Live linux with no HDD has the obvious issue that you can NEVER reboot the computer or allow a power failure to happen, until you have fully verified you have the keys correctly on some other media.
Instead, as I suggested, having it temporarily on a HDD, in a password encrypted wallet, allows you to safely decide when you no longer need the computer wallet.
Live OS can have persistent storage too, so it's not that different from a hard drive. Also, OP is talking about cold wallets, so there's some time between the creation of the wallet and the first incoming transaction, so sudden power failure is unlikely to cause big problems - the only risk here is some complete noob just forgets to backup the wallet.
Who knows what backdoors and security vulnerabilities every motherboard in every computer might have?
So you shouldn't use any computer?
Printers are connected to the Internet these days, and they are much less commonly audited than motherboards or CPUs.
Perhaps just unnecessary paranoia but there is a way to mitigate this. Some pretty cheap printers has no capabilities to connect to the internet and would thus not be able to transmit any information other than through the cable. Printers do store cache so I imagine that'll be an issue. If you really are that paranoid, you can destroy the printer after use/use it exclusively for paper wallets.
Or just use a mnemonic seed and write it down on paper, or use some of those steel plate solutions if you're really paranoid.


> _Problem requirements_: Among the entries below, find the lines with the word "exponent" and return them.

> _Record extracts_:
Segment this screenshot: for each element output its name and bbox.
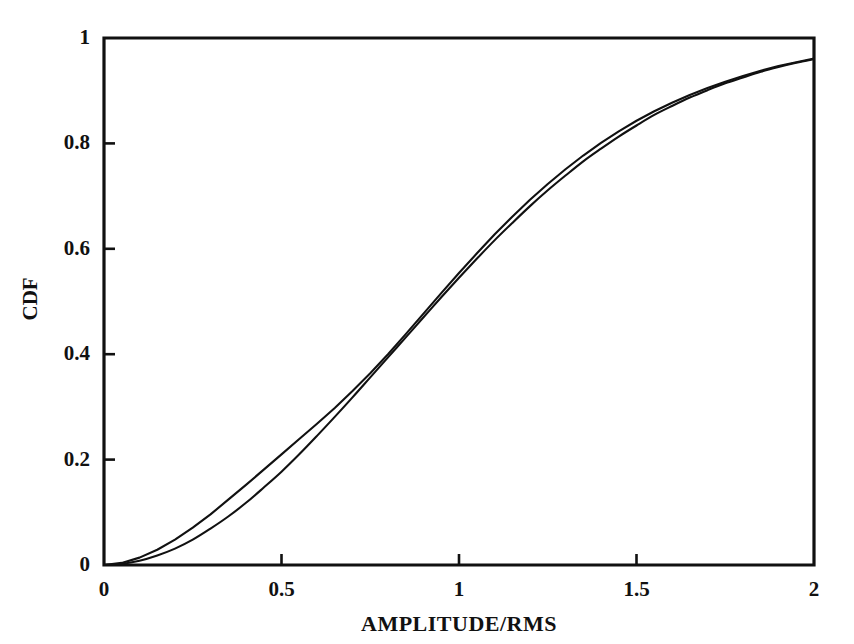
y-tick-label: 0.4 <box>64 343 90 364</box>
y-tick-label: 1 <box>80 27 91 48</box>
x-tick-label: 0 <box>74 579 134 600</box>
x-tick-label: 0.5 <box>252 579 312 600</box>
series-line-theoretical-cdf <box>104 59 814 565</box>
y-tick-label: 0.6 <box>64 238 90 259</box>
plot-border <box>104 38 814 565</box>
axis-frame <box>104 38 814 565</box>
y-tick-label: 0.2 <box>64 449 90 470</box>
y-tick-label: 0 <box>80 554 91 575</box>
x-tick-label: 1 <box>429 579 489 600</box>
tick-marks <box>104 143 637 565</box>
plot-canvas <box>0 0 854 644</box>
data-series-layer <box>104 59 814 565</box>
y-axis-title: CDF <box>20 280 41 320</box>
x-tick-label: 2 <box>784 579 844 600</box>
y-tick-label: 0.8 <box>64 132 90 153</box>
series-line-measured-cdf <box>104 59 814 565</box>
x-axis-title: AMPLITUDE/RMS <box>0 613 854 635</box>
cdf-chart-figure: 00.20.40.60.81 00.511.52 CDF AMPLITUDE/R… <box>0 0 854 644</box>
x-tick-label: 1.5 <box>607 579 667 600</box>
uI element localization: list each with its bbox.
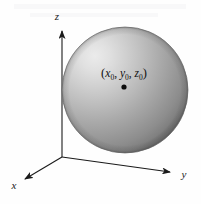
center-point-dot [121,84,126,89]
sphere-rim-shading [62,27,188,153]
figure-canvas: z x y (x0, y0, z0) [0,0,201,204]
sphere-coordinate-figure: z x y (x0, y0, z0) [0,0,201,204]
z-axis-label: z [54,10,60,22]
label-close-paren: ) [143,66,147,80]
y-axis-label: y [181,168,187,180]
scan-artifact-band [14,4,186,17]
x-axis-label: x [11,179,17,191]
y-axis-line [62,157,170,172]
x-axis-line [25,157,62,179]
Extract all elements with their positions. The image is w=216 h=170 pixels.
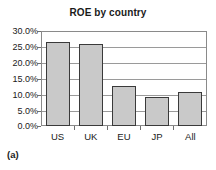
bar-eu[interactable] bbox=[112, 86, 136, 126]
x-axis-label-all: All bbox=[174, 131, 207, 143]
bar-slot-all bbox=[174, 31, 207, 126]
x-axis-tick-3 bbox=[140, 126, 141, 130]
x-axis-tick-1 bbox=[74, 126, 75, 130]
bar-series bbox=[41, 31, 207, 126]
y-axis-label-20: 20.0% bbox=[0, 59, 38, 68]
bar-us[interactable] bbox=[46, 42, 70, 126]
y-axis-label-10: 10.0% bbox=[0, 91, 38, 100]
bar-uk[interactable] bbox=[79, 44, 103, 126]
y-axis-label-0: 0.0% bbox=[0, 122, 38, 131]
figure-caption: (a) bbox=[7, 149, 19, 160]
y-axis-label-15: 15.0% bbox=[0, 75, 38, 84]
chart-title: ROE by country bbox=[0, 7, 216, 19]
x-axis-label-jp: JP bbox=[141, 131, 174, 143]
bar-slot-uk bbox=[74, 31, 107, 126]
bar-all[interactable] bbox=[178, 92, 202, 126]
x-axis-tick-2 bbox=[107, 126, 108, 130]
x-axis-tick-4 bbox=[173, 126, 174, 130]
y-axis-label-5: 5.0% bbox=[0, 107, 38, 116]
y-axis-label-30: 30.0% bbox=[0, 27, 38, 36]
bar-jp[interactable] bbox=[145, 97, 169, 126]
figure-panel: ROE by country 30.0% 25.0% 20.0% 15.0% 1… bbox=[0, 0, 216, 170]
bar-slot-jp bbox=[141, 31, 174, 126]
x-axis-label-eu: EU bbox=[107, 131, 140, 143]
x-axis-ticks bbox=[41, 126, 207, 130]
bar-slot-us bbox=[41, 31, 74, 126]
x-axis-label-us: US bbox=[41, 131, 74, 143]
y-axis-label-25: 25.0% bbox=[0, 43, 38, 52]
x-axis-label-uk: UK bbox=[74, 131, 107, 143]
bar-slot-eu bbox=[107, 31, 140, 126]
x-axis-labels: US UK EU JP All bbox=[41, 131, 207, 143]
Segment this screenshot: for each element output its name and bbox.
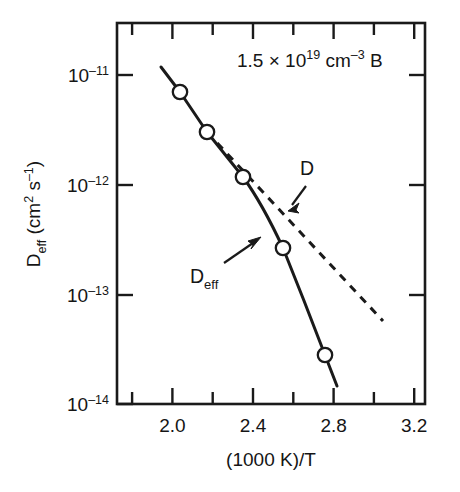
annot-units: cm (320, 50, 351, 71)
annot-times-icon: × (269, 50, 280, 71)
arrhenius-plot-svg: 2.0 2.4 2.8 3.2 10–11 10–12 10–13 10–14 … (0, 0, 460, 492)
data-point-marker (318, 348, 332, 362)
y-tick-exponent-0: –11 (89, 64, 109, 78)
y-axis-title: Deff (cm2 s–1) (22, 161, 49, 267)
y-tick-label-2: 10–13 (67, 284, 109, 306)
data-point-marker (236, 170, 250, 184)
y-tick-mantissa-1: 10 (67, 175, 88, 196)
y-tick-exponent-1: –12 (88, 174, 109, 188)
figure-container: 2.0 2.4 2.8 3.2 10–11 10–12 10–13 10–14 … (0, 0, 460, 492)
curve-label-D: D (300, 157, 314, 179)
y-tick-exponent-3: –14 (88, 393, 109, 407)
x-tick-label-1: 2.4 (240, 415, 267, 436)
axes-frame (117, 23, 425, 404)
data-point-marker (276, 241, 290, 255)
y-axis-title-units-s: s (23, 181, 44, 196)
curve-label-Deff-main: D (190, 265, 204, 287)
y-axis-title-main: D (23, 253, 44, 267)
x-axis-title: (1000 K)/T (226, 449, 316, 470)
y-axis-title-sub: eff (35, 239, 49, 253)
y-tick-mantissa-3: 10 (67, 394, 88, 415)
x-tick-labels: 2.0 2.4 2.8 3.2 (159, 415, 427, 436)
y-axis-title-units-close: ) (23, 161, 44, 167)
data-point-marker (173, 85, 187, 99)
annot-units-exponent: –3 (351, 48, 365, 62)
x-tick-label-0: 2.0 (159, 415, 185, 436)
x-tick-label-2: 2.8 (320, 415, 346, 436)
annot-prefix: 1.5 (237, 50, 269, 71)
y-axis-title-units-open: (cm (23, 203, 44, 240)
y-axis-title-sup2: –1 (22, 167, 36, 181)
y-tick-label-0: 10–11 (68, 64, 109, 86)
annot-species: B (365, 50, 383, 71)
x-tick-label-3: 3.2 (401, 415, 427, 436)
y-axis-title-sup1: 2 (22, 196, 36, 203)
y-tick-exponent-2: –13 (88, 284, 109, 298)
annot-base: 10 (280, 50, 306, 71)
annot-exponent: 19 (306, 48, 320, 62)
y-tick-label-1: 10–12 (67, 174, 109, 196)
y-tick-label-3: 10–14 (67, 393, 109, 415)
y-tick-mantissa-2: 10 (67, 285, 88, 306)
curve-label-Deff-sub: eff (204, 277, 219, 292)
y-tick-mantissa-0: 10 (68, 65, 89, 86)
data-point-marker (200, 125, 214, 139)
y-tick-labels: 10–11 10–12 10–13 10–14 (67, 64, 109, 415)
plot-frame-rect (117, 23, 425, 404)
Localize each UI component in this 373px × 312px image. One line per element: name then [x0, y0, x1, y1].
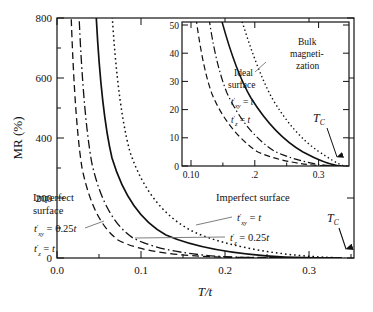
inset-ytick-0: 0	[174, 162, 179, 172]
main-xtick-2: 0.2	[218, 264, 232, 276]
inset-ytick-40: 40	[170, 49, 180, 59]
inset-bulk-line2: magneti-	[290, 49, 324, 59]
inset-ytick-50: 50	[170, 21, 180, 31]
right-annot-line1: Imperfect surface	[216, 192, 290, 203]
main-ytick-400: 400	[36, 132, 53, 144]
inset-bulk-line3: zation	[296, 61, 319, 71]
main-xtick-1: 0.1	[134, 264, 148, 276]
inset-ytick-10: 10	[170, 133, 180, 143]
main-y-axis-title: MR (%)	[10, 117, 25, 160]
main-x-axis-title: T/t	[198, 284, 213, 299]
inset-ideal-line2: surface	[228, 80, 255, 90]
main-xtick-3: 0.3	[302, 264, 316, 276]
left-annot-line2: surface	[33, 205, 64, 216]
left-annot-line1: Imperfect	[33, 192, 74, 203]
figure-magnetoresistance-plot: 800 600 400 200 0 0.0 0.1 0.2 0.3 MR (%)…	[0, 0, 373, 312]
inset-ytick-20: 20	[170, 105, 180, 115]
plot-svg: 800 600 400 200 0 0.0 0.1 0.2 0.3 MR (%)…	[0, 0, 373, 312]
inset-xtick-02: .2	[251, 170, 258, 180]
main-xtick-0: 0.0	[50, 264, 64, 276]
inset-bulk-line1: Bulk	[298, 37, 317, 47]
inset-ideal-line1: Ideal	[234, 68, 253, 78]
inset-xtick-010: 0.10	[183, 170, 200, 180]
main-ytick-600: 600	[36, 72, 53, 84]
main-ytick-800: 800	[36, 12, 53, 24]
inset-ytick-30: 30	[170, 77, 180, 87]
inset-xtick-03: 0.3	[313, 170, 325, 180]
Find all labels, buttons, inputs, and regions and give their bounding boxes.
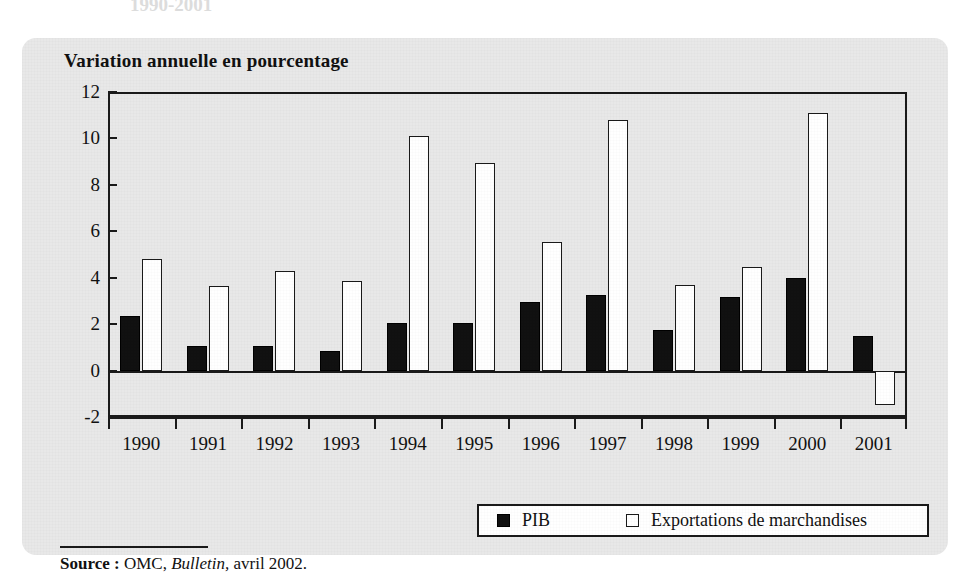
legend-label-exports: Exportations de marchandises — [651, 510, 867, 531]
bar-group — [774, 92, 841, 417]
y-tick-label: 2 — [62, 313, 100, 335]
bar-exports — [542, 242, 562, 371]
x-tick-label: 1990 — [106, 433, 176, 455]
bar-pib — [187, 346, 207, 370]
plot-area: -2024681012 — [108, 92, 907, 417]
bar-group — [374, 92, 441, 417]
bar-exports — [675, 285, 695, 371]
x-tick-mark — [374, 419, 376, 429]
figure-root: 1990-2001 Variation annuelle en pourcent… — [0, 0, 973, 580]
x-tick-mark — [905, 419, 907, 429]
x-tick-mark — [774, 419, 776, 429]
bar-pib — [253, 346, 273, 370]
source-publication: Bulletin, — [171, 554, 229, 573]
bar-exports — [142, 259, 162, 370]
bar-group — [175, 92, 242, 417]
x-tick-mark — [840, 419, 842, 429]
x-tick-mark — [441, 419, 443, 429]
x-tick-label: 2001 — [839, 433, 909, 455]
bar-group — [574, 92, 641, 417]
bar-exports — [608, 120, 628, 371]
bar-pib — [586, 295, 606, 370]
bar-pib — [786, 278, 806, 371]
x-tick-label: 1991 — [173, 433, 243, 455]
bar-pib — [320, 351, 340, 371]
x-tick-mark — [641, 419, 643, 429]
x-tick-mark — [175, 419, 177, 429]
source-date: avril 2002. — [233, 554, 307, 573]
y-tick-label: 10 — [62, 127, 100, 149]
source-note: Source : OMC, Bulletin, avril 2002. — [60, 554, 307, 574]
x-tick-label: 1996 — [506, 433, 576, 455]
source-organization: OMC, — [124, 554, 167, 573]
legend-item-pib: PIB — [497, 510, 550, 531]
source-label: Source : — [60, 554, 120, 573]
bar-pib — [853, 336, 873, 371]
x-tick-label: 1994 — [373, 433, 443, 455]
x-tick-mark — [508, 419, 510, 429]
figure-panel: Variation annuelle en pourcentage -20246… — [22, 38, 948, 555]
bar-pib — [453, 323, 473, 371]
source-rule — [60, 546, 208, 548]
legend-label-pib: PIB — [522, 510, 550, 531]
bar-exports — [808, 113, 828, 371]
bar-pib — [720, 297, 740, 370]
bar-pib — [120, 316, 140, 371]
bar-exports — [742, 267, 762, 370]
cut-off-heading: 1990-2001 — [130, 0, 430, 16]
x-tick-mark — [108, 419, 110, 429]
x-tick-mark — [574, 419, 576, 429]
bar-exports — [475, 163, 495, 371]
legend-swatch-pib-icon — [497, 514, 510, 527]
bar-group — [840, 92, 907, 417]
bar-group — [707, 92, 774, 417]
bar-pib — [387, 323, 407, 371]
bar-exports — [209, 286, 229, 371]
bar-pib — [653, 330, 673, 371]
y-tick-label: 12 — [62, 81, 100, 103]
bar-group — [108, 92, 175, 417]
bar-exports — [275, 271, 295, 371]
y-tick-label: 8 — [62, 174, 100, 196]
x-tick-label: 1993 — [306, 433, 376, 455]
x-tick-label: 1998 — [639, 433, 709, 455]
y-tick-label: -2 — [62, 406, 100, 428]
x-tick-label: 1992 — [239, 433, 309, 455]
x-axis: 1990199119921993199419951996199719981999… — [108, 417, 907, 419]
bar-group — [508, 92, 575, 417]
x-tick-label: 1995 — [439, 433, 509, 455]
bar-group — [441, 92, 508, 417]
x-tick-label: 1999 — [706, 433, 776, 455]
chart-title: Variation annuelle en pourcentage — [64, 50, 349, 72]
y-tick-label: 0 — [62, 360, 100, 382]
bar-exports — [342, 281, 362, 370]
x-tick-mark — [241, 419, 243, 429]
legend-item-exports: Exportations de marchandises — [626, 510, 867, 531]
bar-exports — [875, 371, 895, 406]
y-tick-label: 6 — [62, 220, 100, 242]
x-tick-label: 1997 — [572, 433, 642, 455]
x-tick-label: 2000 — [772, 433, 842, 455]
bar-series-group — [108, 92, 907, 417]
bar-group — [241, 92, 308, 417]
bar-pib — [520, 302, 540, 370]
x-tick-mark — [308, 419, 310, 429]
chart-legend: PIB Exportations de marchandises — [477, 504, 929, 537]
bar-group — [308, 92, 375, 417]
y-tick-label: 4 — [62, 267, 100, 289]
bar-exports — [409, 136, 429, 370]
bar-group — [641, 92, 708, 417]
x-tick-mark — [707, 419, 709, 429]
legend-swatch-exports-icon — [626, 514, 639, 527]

> _Solved problem_:
y-tick-exponent-0: –11 (89, 64, 109, 78)
y-tick-exponent-1: –12 (88, 174, 109, 188)
y-tick-exponent-3: –14 (88, 393, 109, 407)
annot-units-exponent: –3 (351, 48, 365, 62)
y-tick-exponent-2: –13 (88, 284, 109, 298)
annot-exponent: 19 (306, 48, 320, 62)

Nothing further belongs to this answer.